Obamacare Cancellations: We’re More Than Just a Statistic

By Jason Stverak

Obamacare WebsiteTexas Insider Report: WASHINGTON, D.C. – This week, my employees opened their mailbox to find a letter informing them that the Blue Cross Blue Shield health care plan we had chosen to offer them had been discontinued – thanks entirely to the Affordable Care Act. Since President Obama signed this bill into law nearly four years ago, I’ve written about it several times, but had never fully grasped the law’s human costs until now.  

Focusing on its astronomical costs, massive expansion of government powers, and disastrous rollout is one thing. But my feelings have now given way to anger.

President Obama spent the last seven years traveling around the country, meeting ordinary Americans like my employees and telling them that they need to get covered. The president claimed he was going to act to make health insurance affordable, accessible, and available to all. Many who heard his message voted for him ObamaCare on Cancellations 11-14-13because they believed in the power of health insurance to deliver wellness and financial stability to their families.

But after Obama swept into office, the cracks in his health care plan started to show – as did the president’s fatal flaw. Americans steadily and decisively turned against Obamacare as they learned about the bill and the political sausage-making behind it.

But Obama rammed the the law through in the middle of the night anyway, showing himself to be more concerned with his name and his legacy than the middle-class, uninsured Americans he professed to care about.

When the law took effect this fall, it failed – from the disastrous launch of the exchange websites to the sad news my employees will have to share with their families over dinner. The country called out for a leader to take the wheel and right the course, and Obama was interested in being anything but. Instead of taking the   high road and acting pragmatically to allow Americans to keep their insurance, Obama forged ahead, willfully ignoring the pain his law was inflicting.

Although my employees are just a few of the nearly five million Americans now without insurance, they are more than statistics. They’re people who are facing major surgeries and months of Franklin Center3erehabilitation. And now they don’t know whether they’ll be able to afford it.

They’re people caring for newborn babies and toddlers with ear infections, who are unsure whether they’ll be able to keep working with their family pediatricians. Some of them are young people who would be able, thanks to Obamacare, to go back on their parents’ health plans – if their parents don’t get their own cancellation notices.

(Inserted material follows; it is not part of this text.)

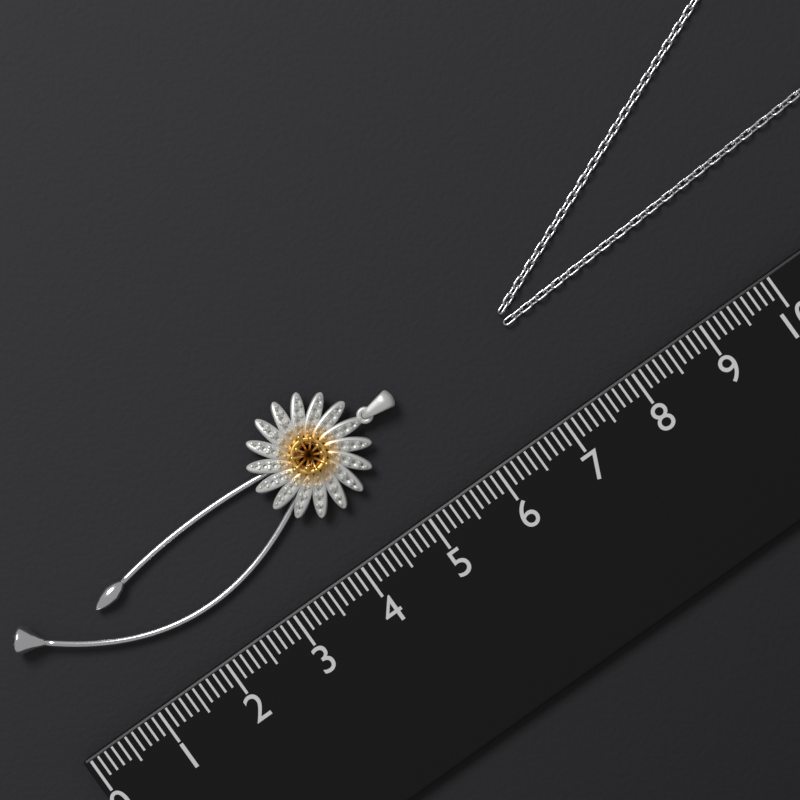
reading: 5.5 (no unit)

As an employer, I felt like a failure when I saw the cancellation notice. As any leader would, I feel an obligation to the men and women who come into my office and work tirelessly every day because they believe in my cause.

It’s not enough for me to pay these people a salary – I want them to thrive. I want them to be proud to work for my organization, and I feel frankly ashamed that I can no longer offer them the health insurance plan that they rely on.

But my feelings of shame have given way to anger, because I’m not the leader who failed my employees. Rather, it’s Washington’s failure – and it stems from Obama’s hubris.

BlueCross-BShield-Obamacare Cancellation LetterThis healthcare cancellation letter was posted to Tumblr in November 2013. Employees of the Franklin Center for Government & Public Integrity received a similar letter this week.

Obamacare says that the government, and not me, ought to be able to decide what health plan my organization offers. The law tells my employees that federal bureaucrats, and not them, decide how much insurance they carry and what doctor they can see.

In the president’s eyes, health care reform may be some grand experiment that progresses us toward his ideal society. But to the rest of us, it’s the pain and shame that comes from having control over our health care ripped out of our hands.

The story of Obamacare is a story of small businesses and cancelled plans and struggling families, but it’s also the story of its architect. From his promises on the campaign trail in 2008, to the ongoing health care crisis of 2014, we’ve seen Barack Obama reduced from an orator and champion of the middle class to an ineffective leader lacking the humility and courage to admit that he was wrong.

Jason Stverak3eThe president has inextricably tied healthcare reform to his legacy, and both sink further into the abyss each time another working American loses his insurance.

Jason Stverak is the President of Franklin Center for Government & Public Integrity.